Take a good look at this playground. If you’re of a certain age, you don’t just see wood and bolts — you can practically smell the summer air and feel the splinter you got in 1972 that your mother dug out with a sewing needle at the kitchen table.
We didn’t have soft rubber matting. We had dirt, gravel, and sometimes solid concrete under equipment that towered over our parents’ heads. The metal slides sat in the sun all day and could genuinely burn the backs of your legs, so we learned to test them with a hand first. Nobody wore a helmet to go down a slide.

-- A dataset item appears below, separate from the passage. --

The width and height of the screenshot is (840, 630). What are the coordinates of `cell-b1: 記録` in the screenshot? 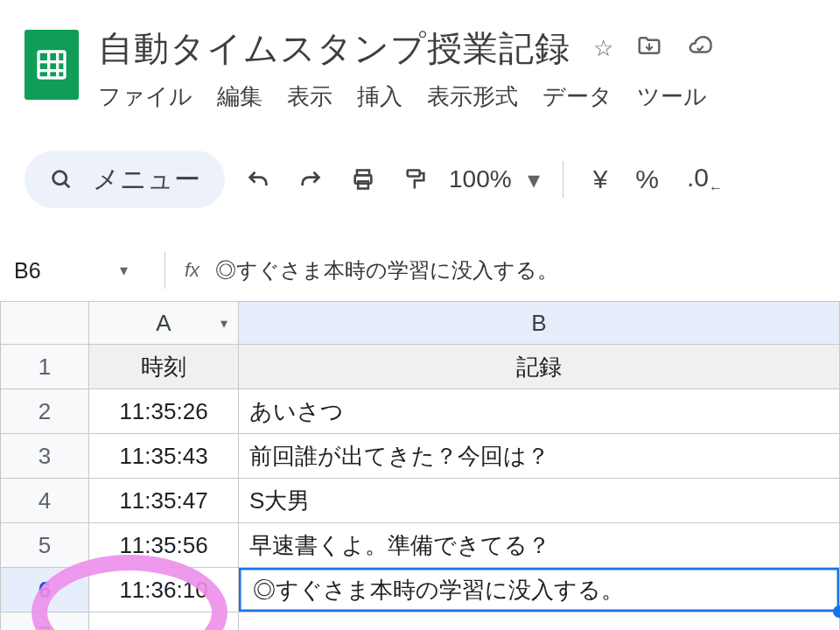 It's located at (539, 368).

And the heights — good heavens, the heights. There were slides in ordinary city parks that stood ten, twelve feet tall, a straight shot of burning steel with a two-inch lip between you and the ground. You climbed a ladder that shook, sat down on metal that could fry an egg, and launched. If you were smart, you brought a sheet of wax paper to go faster. Nobody’s mother knew about the wax paper.
Every neighborhood had its legendary equipment, too. The rocket ship you could climb inside. The “witch’s hat” that swung and spun at the same time and was, we now know, genuinely trying to get us. The giant stride — look that one up if you are too young — which was essentially a maypole that flung children in circles at speed.
The merry-go-round spun until someone flew off. The seesaw taught you a hard lesson if your friend hopped off at the bottom. The monkey bars were high, the swings went higher, and if you fell, you got up, brushed off the dirt, and got right back on. There was no lawsuit and no lecture — just a scraped knee and a story.